I am walking the Somme. From downtown Decatur to Bethlehem, Georgia or from Springfield to Decatur, Illinois, between 2 1/2-3 million men fought with over 1 million killed, wounded, or missing in action. In the period July 1 to December 1916, over 500,000 killed. That July 1 has been declared the “worst day in the history of the British army”, 60,000 killed and wounded in the first day the British attacked the Germans in this area.
It is unfathomable. As I just mentioned in previous post, there are hundreds of monuments, memorials, and cemeteries. In the Somme, there are no monuments to hometown son making big time political leader; there are no museums for a world renown artist; no plaque commemorating some event such as Lindbergh’s landing in France.

Every French village has a monument for its WW1 dead. The monument may be next to the church; the monument may be at the village center; the monument may be at its crossroads.
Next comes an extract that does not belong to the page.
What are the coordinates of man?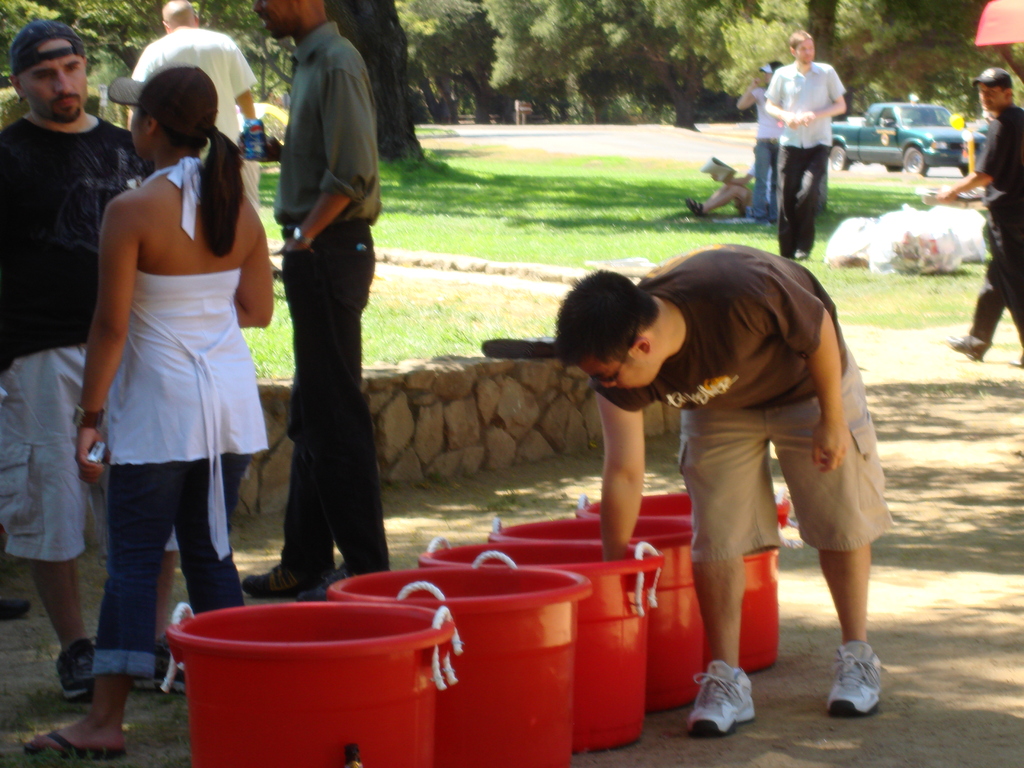
l=551, t=238, r=898, b=738.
But it is there.





The cemeteries are everywhere. Even though the French allowed its soldiers to be buried elsewhere such as their home village or town, the French cemeteries contain hundreds of thousands of soldier. Since the British did not repatriate the dead, their cemeteries contain hundreds of thousands of men, their ossuaries contain the skeletal remains of hundreds of thousands more. The Germans also repatriated their dead; however, while not frequently visited according to Sylvester my guide, there are subdued German cemeteries, without any large monuments, for thousands of German dead. I am jolted by seeing a German grave with the Star of David.

Although my Jones ancestors arrived in the USA hundreds of years ago, I look for some sign of distant, distant Jones relatives that are buried in these cemeteries. I don’t have to look long.
This war truly was global. I visited an out-of-the-way Indian and Chinese Cemetery. Their numbers are staggering. Over a million South Asians served with approximately 10,000 killed in France; over 145,000 Chinese served as workers with at least 3,000 dying in France. While I didn’t specifically see evidence of their serving, many Algerians and other French colonists fought and died.
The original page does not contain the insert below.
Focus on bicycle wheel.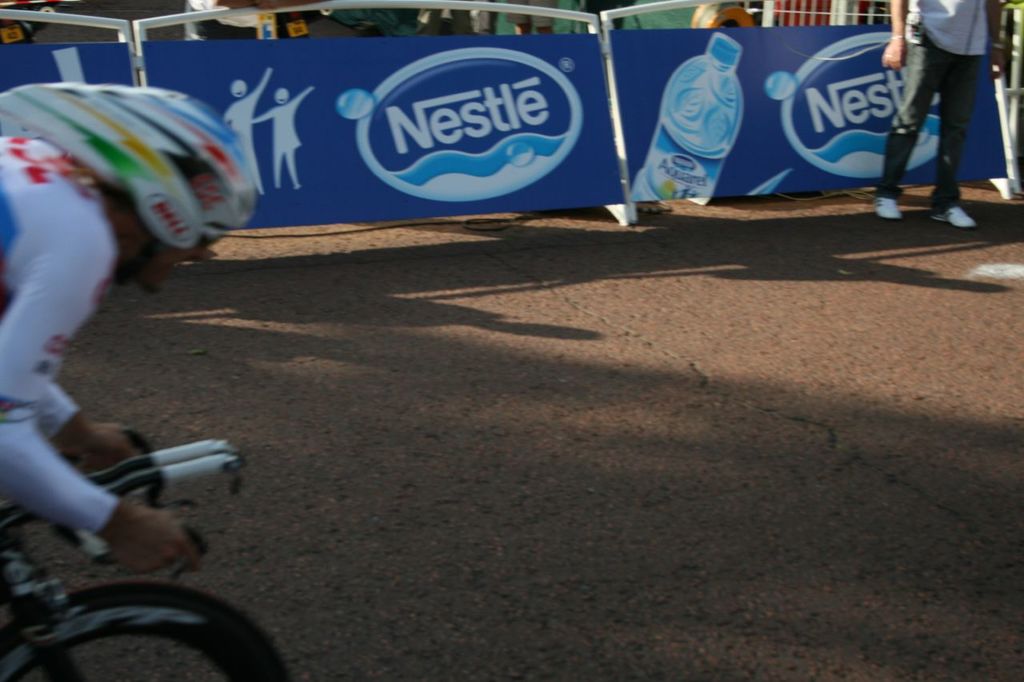
Focused at <region>45, 575, 258, 673</region>.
The region is too large to turn it into a Smokey National Park of the Dead. Visitors come from everywhere. I talked to two women from Perth whose great grandfather’s had died here. I listened briefly to a guide talking to a dozen visitors from the UK. I saw three bus loads of children, almost definitely French, walk into the Norte Dame de Loretta.
Whether successful or not, the home countries of these soldiers wanted to try to honor their sacrifice. Sadly to say, even such massive killing as happened in the Somme can fade into unreality. Sometimes it takes a jolt to make what we’ve read become real and concrete. That “jolt” can come in many ways. Certainly one way is walking the Somme and seeing its memorials and cemeteries.